# PROBLEM REQUIREMENTS
With the pictures left out, repeat every entry that follows exactly.

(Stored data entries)
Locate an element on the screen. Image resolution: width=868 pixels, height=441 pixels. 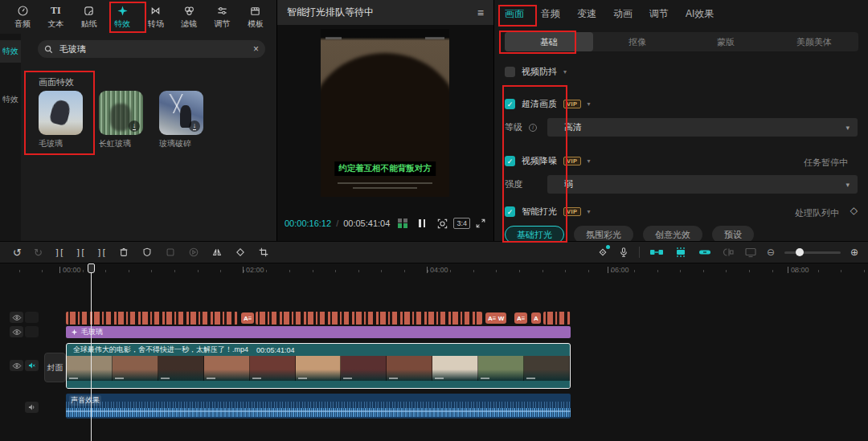
search-input is located at coordinates (153, 49).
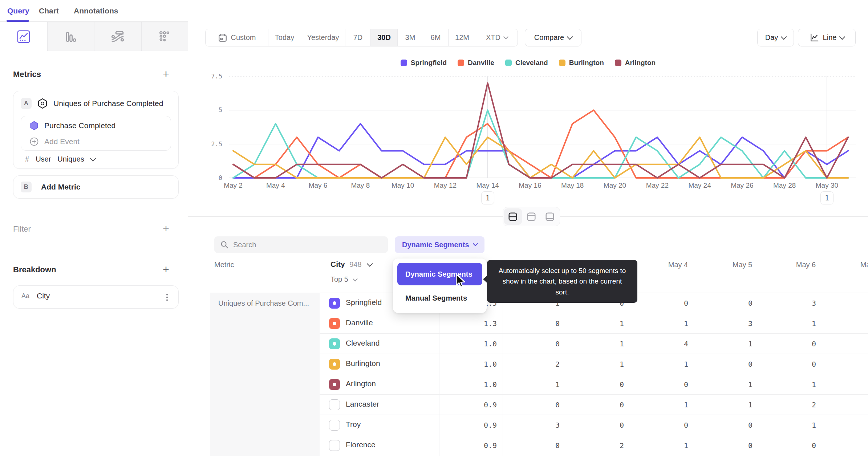 Image resolution: width=868 pixels, height=456 pixels. What do you see at coordinates (62, 142) in the screenshot?
I see `add-event-button: Add Event` at bounding box center [62, 142].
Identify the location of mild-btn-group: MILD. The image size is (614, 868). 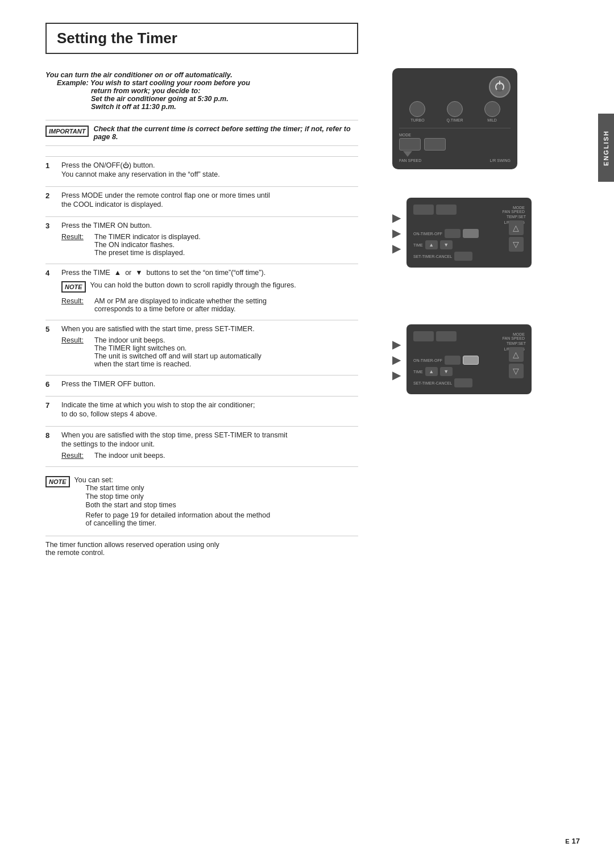
(492, 111).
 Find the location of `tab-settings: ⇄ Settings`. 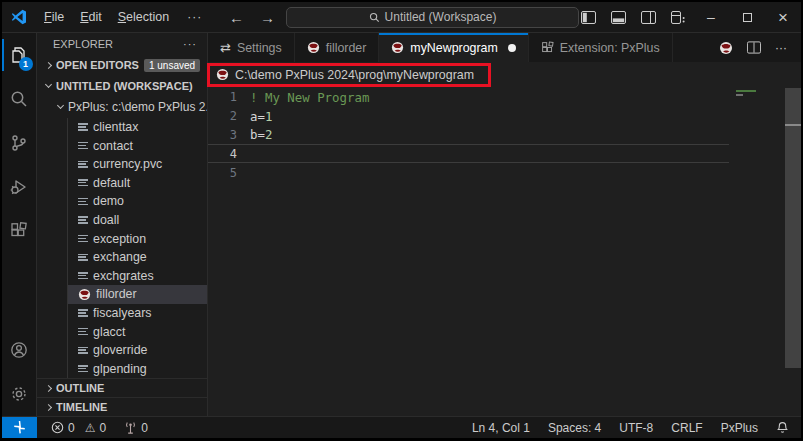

# PROBLEM SOLUTION
Locate an element on the screen. Image resolution: width=868 pixels, height=441 pixels. 
search-input is located at coordinates (153, 49).
 Image resolution: width=868 pixels, height=456 pixels. What do you see at coordinates (62, 142) in the screenshot?
I see `add-event-button: Add Event` at bounding box center [62, 142].
Identify the location of mild-btn-group: MILD. The image size is (614, 868). 
(492, 111).
 Find the location of `tab-settings: ⇄ Settings`. 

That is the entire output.